Jenny did not cry. She was looking at the bride in her rich apparel, and thinking how proud she was to be so unmoved, as if it was nothing to her how many poor men lost their lives to save that of a Schuyler. And Colonel Schuyler too had similar thoughts with Jenny, and believed it was contempt for these people and their surroundings which kept Edith so silent, in spite of his efforts to draw her into the conversation and make her seem gracious and interested. Alas! he could not guess what she was enduring as she sat there in Abelard’s home, and heard them talking of him and all the incidents concerned with his death.

“You dinna ken my lad,” the mother said to her; “an’ so you dinna ken how sair I was for him. Ah, he was a bonny lad and gude.”

Edith nodded, and the old lady went on, now addressing the colonel:

“A maun who kenned my boy and see him kilt coomed here onc’t an’ tauld me about it, and said there was a young lass there who moight be Abel’s sweetheart; heard ye tell of her like?”

No, the colonel had not heard of her, or he had forgotten, and as Edith was not supposed to know anything of the circumstances she was spared the questioning, and Mrs. Lyle went on to say that if there was such a lass she’d like so much to know something of her.

“Mayhap,” and she turned again to Edith; “mayhap you’ll foind her some day, and if you do wool ye let me know?”

Had her life depended upon it Edith could not have spoken, and a nod was her only answer, while her cheeks burned scarlet and the perspiration gathered about her mouth. The colonel was angry, and rose to take leave, while Jenny, who was angry also at what she believed to be the lady’s pride, began in a flippant way to say that, poor as they were, they had some grand relatives; her oldest sister, Dorothea, had married into one of the high Scotch families, where they kept twenty servants and dined at six o’clock.

“Hoity-toity, Jenny, my lass,” said the mother, “what was the good o’ that? Dinna them foine folk turn my Dolly and her maun out o’ door and never spake to ’em till he died?”

“Yes, mother, but their boy got the money at last, and was here to see us a spell ago, lookin’ as foine as any gentleman,” Jenny said, and then having given the final twist to her hair, and seeing that their guests were really going, she woke the little Godfrey Schuyler, and took him proudly to Edith, who could and did kiss him; an act which made amends for much of her silence and seeming haughtiness of manner.

Had Edith followed out her impulse she would have kissed Abelard’s mother, for the sake of the dead son, but after her persistent silence and reserve there could be no excuse for such a proceeding, and so she merely took the withered hand in her own and pressed it hard, managing to say “good-by,” and then she passed through the low door, out into the sunshine, like one passing from prison walls into freedom again.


• **YOUR INSTRUCTIONS**
Begin at the line holding "Provide the bbox" and set down exactly each line through the last one below, omitting pictures. Include nothing else.

• **EXTRACTED DATA**

::::

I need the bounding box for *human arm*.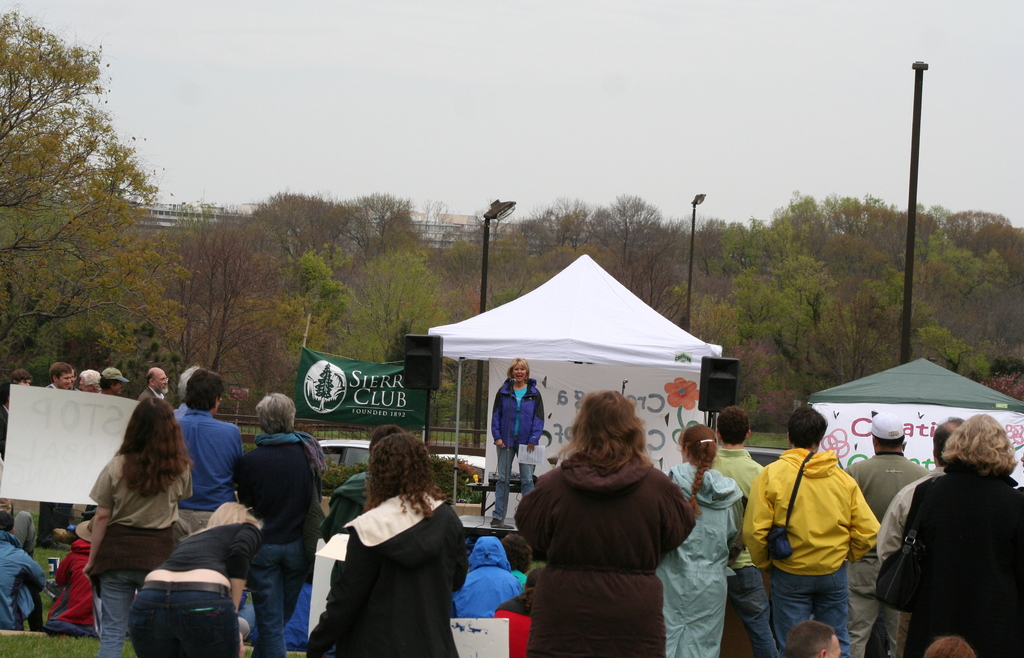
Here it is: [724, 485, 752, 563].
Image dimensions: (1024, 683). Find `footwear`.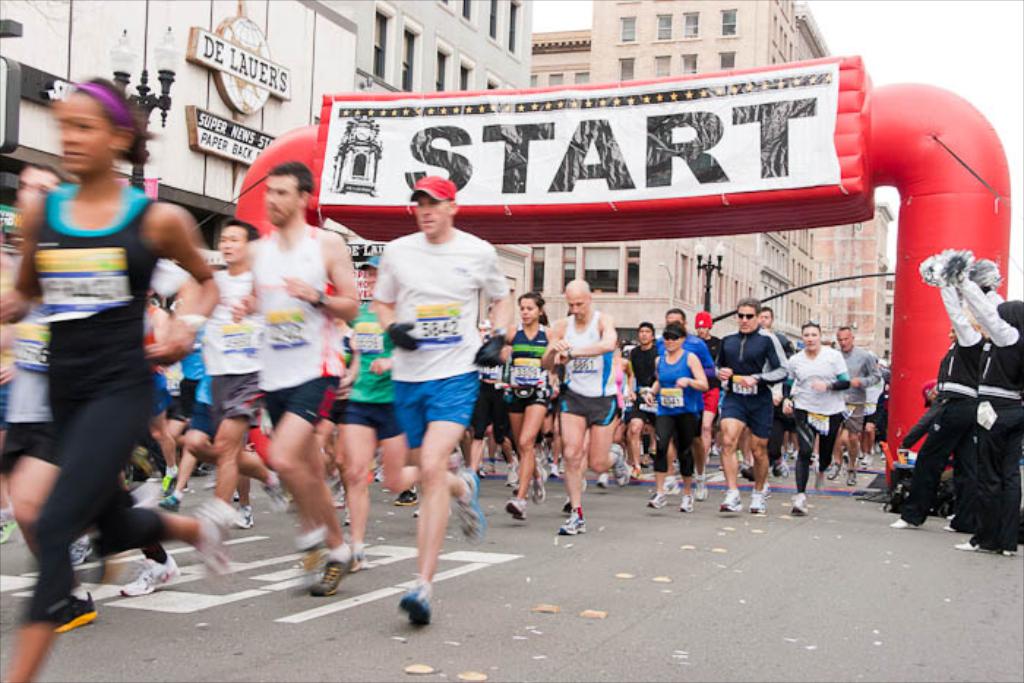
x1=293, y1=522, x2=329, y2=546.
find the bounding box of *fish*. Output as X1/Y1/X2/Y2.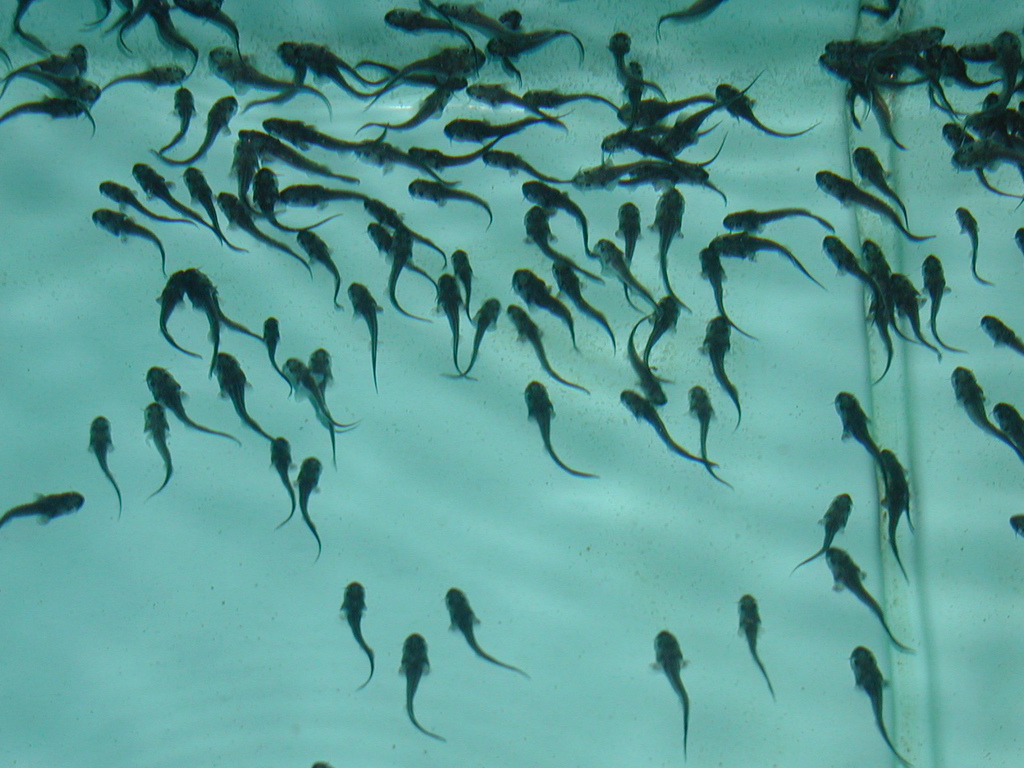
697/247/752/337.
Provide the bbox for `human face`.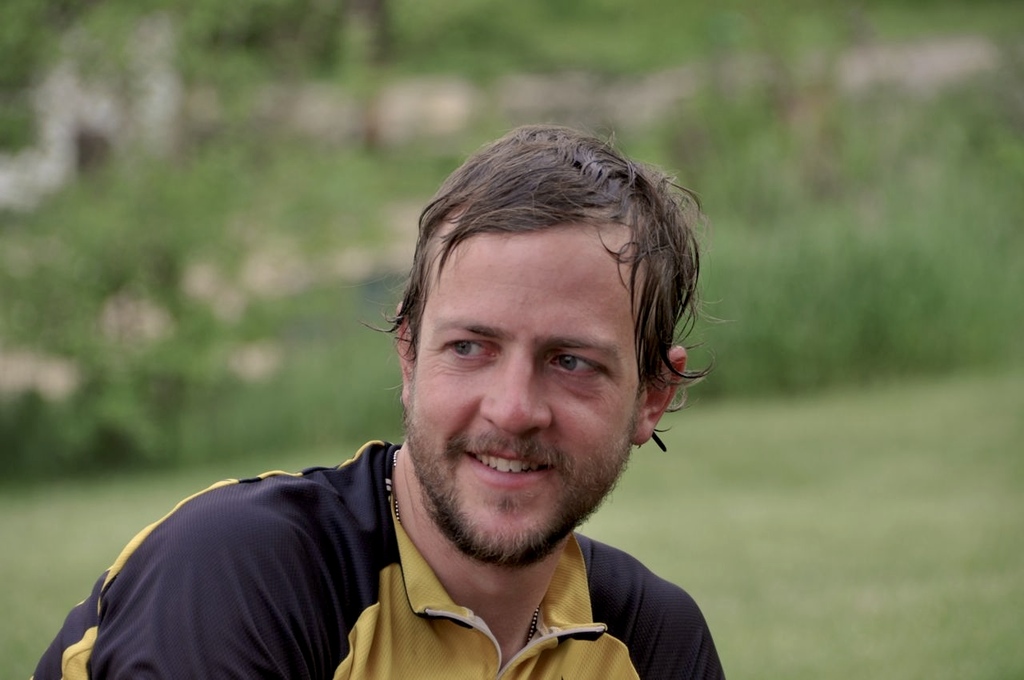
{"x1": 401, "y1": 220, "x2": 638, "y2": 561}.
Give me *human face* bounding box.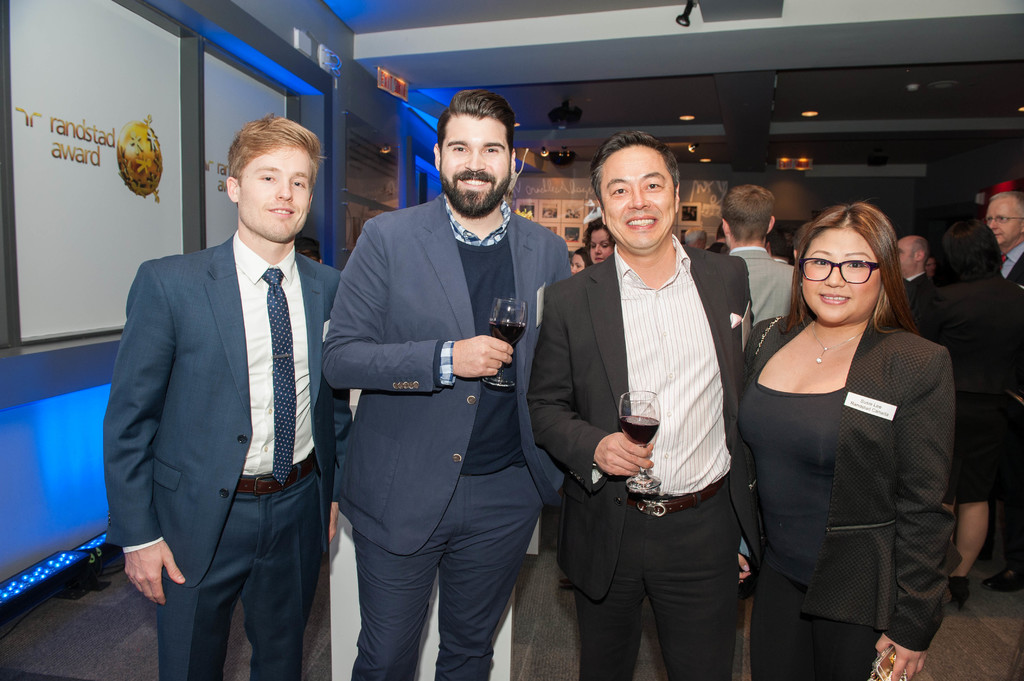
x1=438, y1=116, x2=511, y2=205.
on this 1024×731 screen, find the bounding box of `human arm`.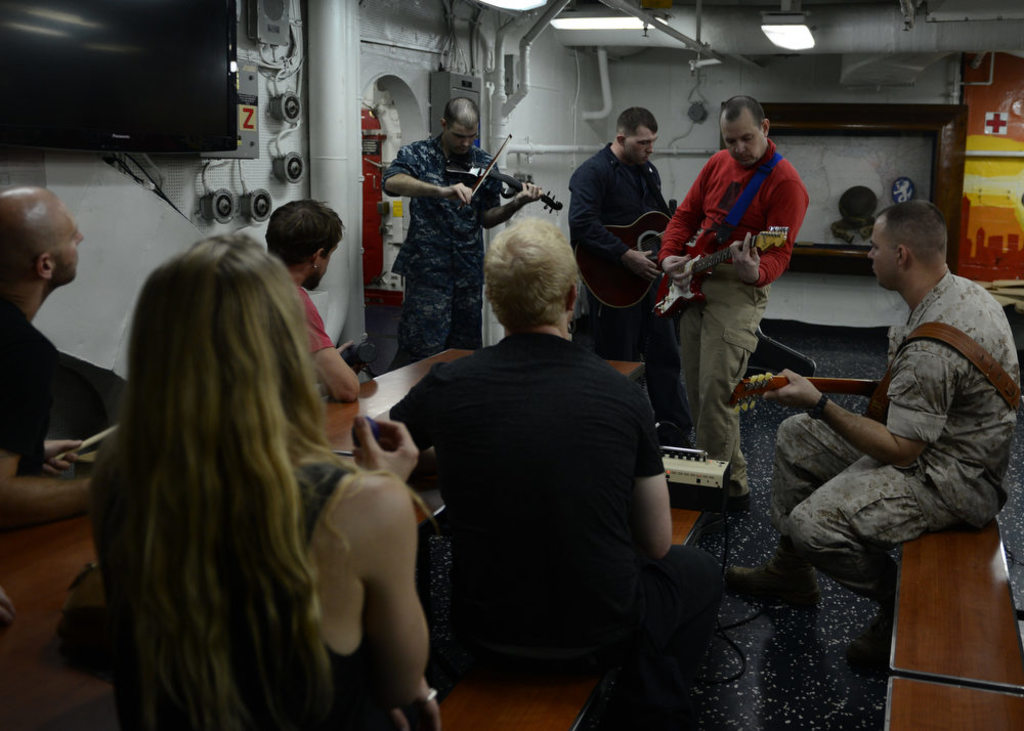
Bounding box: 293:437:427:712.
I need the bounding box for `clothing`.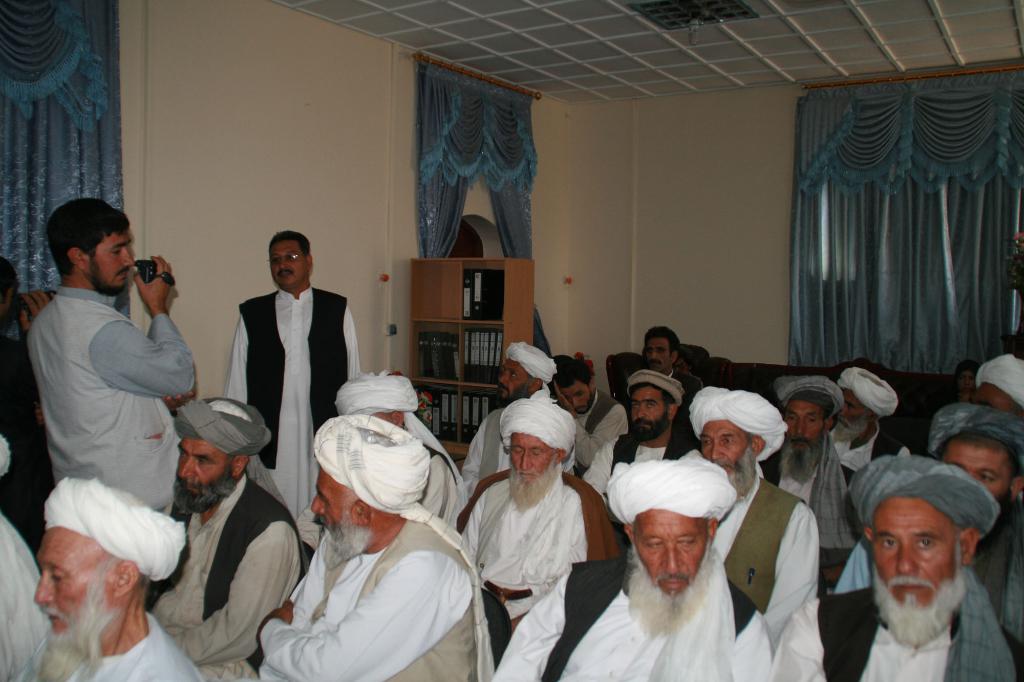
Here it is: {"left": 143, "top": 470, "right": 305, "bottom": 681}.
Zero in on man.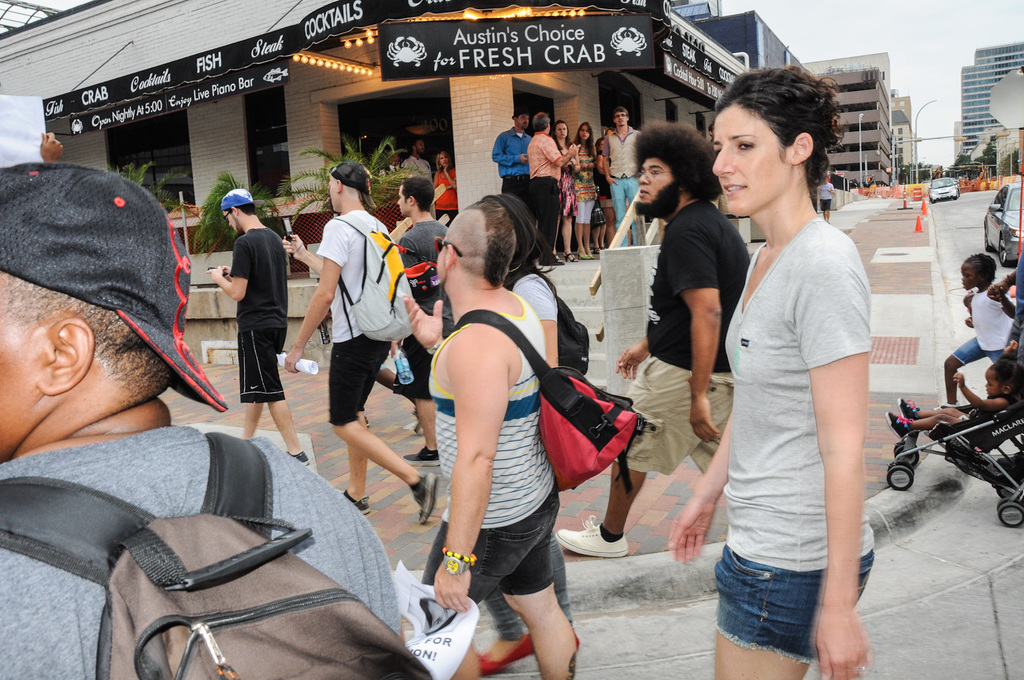
Zeroed in: detection(395, 177, 454, 465).
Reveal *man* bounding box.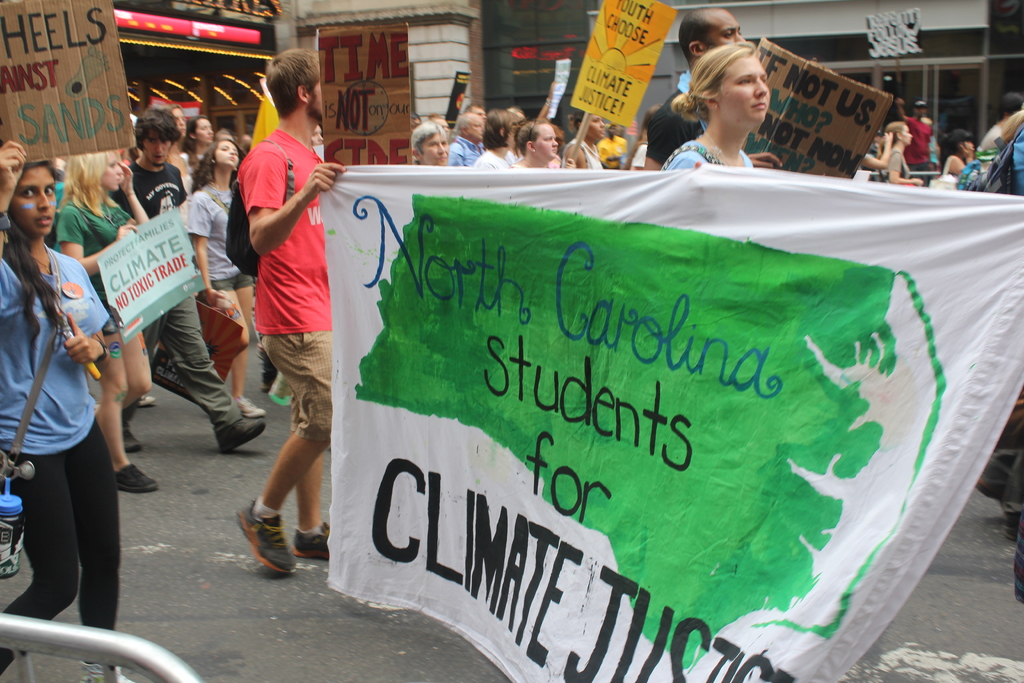
Revealed: 898,94,937,185.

::::

• **RESPONSE BOX**
Provide the bbox for `human face`.
{"x1": 401, "y1": 220, "x2": 638, "y2": 561}.
Give me *human face* bounding box.
x1=438, y1=116, x2=511, y2=205.
on this 1024×731 screen, find the bounding box of `human arm`.
Bounding box: 293:437:427:712.
I need the bounding box for `clothing`.
Here it is: {"left": 143, "top": 470, "right": 305, "bottom": 681}.
Zero in on man.
Zeroed in: detection(395, 177, 454, 465).
Reveal *man* bounding box.
Revealed: 898,94,937,185.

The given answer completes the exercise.